When you hit a plateau
Every long programme stalls eventually. The distance stops shrinking; the reactions stop softening. A plateau is not a sign the plan is broken — it is usually a sign that something needs adjusting. Often the culprit is pace: you have been raising difficulty a little faster than your dog can absorb, and backing off to a more comfortable distance for a couple of weeks lets him consolidate. Sometimes it is stress load: an undercurrent of stacked stress is keeping his baseline high, and what he needs is more decompression, not more training. Sometimes the trigger is more layered than you thought and wants breaking into smaller pieces. And sometimes — particularly with escalating intensity or any move toward biting — it is the moment to bring in a qualified, certified behaviourist, because an app or an article is no substitute for professional eyes on a dog whose safety is in question.
The owners who get somewhere with reactivity are rarely the ones with the most dramatic sessions. They are the ones who kept showing up in small, sustainable ways, rested when their dogs needed it, and trusted the slow widening of the line even when a single walk felt like a defeat.

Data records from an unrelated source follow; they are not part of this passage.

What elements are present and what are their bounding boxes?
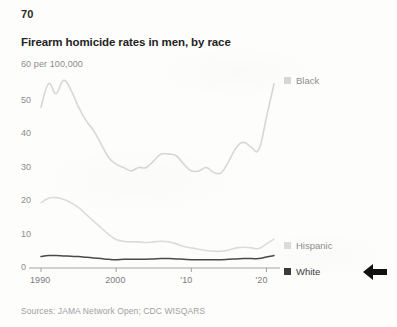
x-axis-tick-1990: 1990 xyxy=(30,275,50,285)
y-axis-tick-0: 0 xyxy=(21,262,26,272)
legend-item-black: Black xyxy=(284,75,319,86)
y-axis-tick-40: 40 xyxy=(21,128,31,138)
legend-label-hispanic: Hispanic xyxy=(296,240,332,251)
left-arrow-icon xyxy=(361,261,389,283)
x-axis-tick-2010: '10 xyxy=(180,275,192,285)
x-axis-tick-2000: 2000 xyxy=(105,275,125,285)
legend-swatch-white xyxy=(284,268,291,275)
legend-swatch-hispanic xyxy=(284,242,291,249)
y-axis-tick-30: 30 xyxy=(21,162,31,172)
y-axis-tick-20: 20 xyxy=(21,195,31,205)
chart-plot-area: 0102030405019902000'10'20 xyxy=(0,0,397,327)
x-axis-tick-2020: '20 xyxy=(255,275,267,285)
y-axis-tick-10: 10 xyxy=(21,229,31,239)
line-chart-svg xyxy=(0,0,397,327)
legend-label-black: Black xyxy=(296,75,319,86)
y-axis-tick-50: 50 xyxy=(21,95,31,105)
legend-item-hispanic: Hispanic xyxy=(284,240,332,251)
legend-item-white: White xyxy=(284,266,320,277)
page-canvas: 70 Firearm homicide rates in men, by rac… xyxy=(0,0,397,327)
legend-swatch-black xyxy=(284,77,291,84)
legend-label-white: White xyxy=(296,266,320,277)
source-note: Sources: JAMA Network Open; CDC WISQARS xyxy=(21,306,205,316)
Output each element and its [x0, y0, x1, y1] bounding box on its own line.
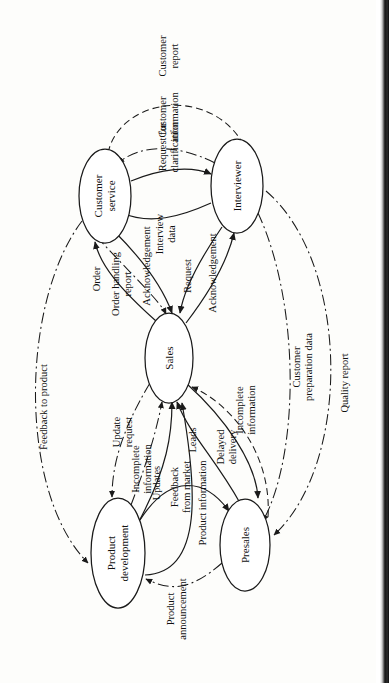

A plan that survives real life is worth more than a perfect plan you cannot keep.
Mellow is built to be that survivable plan. It organises the protocols into ordered tracks — Reactivity, Fear, Separation — so you always know the next sensible step rather than improvising; its sessions are deliberately short, and it treats a rest day as progress rather than a broken streak. A two-tap log captures each reaction and its distance, and over the weeks the threshold graph plots your dog's tolerable distance trending outward — the honest proof of progress that daily memory hides — while a clean vet-and-trainer report puts that history in your behaviourist's hands at your next appointment. If you want structure that bends with real life instead of breaking on it, you can start free at mellow.lumenlabs.works.